September 19, 2020 By fictionman

Book reviews, I mean official editorial ones.  Important to have when you are launching a book so the book will be noticed, especially if you are indie and self-published, but that is exactly where they can be hard to get.  So, a notice came the other day from Barnes and Noble about a new partnership they have with BookTrib, a service that can, among other things, provide a book review.  So, I went and looked.  They offer paid book reviews; i.e., the author pays a fee and they will review the book.  They also offer other services of a promotional nature, fee-for-service, of course.  These are usually red flags, an indicator that you will pay out money and not get much of value for it.  I checked SFWA’s Writer Beware and nothing came up on search.  That’s a good thing but always remember the saying: absence of evidence is not evidence of absence.  There are pay-for-review services that are completely legit.  Kirkus Reviews, for example.  NetGalley also is a pay service to have your book in it.  Both are well-known and well regarded and it is well-known that you have no guarantee of a positive review.  I have placed books with both for reviews and will again.  Where does BookTrib fall?  Right now, I can’t find enough information to know – positive or negative – so I’m going to keep an open mind and keep looking around.  If you’ve had experience with them, I would like to hear it.
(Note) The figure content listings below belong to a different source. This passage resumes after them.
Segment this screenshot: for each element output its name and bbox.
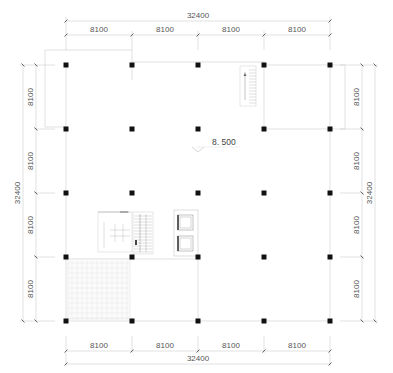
dim-top-span-2: 8100 (156, 25, 174, 34)
column-0-1 (130, 63, 135, 68)
column-4-0 (64, 319, 69, 324)
column-1-4 (328, 127, 333, 132)
elevator-2 (178, 236, 193, 251)
column-2-0 (64, 191, 69, 196)
dim-right-span-3: 8100 (352, 216, 361, 234)
dim-left-total: 32400 (13, 181, 22, 204)
column-4-1 (130, 319, 135, 324)
dim-right-total: 32400 (365, 181, 374, 204)
column-2-2 (196, 191, 201, 196)
column-2-3 (262, 191, 267, 196)
dim-bottom-span-4: 8100 (288, 341, 306, 350)
column-1-0 (64, 127, 69, 132)
tiled-area-south-west (68, 259, 130, 319)
column-3-0 (64, 255, 69, 260)
column-4-2 (196, 319, 201, 324)
dim-top-span-1: 8100 (90, 25, 108, 34)
column-4-3 (262, 319, 267, 324)
dim-left-span-3: 8100 (26, 216, 35, 234)
dim-top-total: 32400 (187, 11, 210, 20)
dim-top-span-4: 8100 (288, 25, 306, 34)
dim-left-span-4: 8100 (26, 280, 35, 298)
dim-right-span-2: 8100 (352, 152, 361, 170)
floor-plan: 8. 500 32400 8100 8100 8100 8100 (0, 0, 393, 373)
stair-north-east (240, 66, 256, 106)
dim-right-span-4: 8100 (352, 280, 361, 298)
column-3-2 (196, 255, 201, 260)
column-3-1 (130, 255, 135, 260)
column-1-2 (196, 127, 201, 132)
dim-bottom-span-2: 8100 (156, 341, 174, 350)
dim-left-span-1: 8100 (26, 88, 35, 106)
column-3-3 (262, 255, 267, 260)
column-2-4 (328, 191, 333, 196)
column-3-4 (328, 255, 333, 260)
elevator-shaft (174, 210, 198, 256)
column-0-4 (328, 63, 333, 68)
elevation-marker: 8. 500 (192, 137, 240, 152)
elevator-1 (178, 215, 193, 230)
column-0-0 (64, 63, 69, 68)
dim-bottom-span-3: 8100 (222, 341, 240, 350)
column-1-1 (130, 127, 135, 132)
dim-right-span-1: 8100 (352, 88, 361, 106)
column-4-4 (328, 319, 333, 324)
elevation-label: 8. 500 (212, 137, 236, 147)
dim-bottom-span-1: 8100 (90, 341, 108, 350)
column-0-2 (196, 63, 201, 68)
dim-left-span-2: 8100 (26, 152, 35, 170)
dim-bottom-total: 32400 (187, 354, 210, 363)
column-0-3 (262, 63, 267, 68)
column-1-3 (262, 127, 267, 132)
dim-top-span-3: 8100 (222, 25, 240, 34)
column-2-1 (130, 191, 135, 196)
stair-core-west (98, 212, 153, 254)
On the pleasure reading side, bought John Scalzi’s “The Last Emperox.”  This is the third and supposedly final book of the Collapsing Empire series.  I enjoyed it.  A lot.  Scalzi has come up with one of the most original concepts for interstellar travel – the Flow – a physical property of the universe that is in the process of going away.  The series concerns the actions of an interstellar civilization that depends on the existence of this to connect worlds and stations that cannot survive in isolation.  It’s a great adventure plot – hey, the end of civilization is a pretty existential issue – and his world-building is excellent.  There are some points I didn’t like as much.  His characters have attitude and tend to be snarky, which is fine, except that they sound too much like each other.  Even Kiva, a main character whose signature is dropping an f-bomb in almost every sentence, sounds (if you remove the f-bombs) like a lot of the others.  It tends to leave the characters a bit flat.  That said, this is a plot-driven book and is a fast, enjoyable read.  I said “supposedly final book” above because that is the claim.  There would be room for another one and I would read it if he writes it.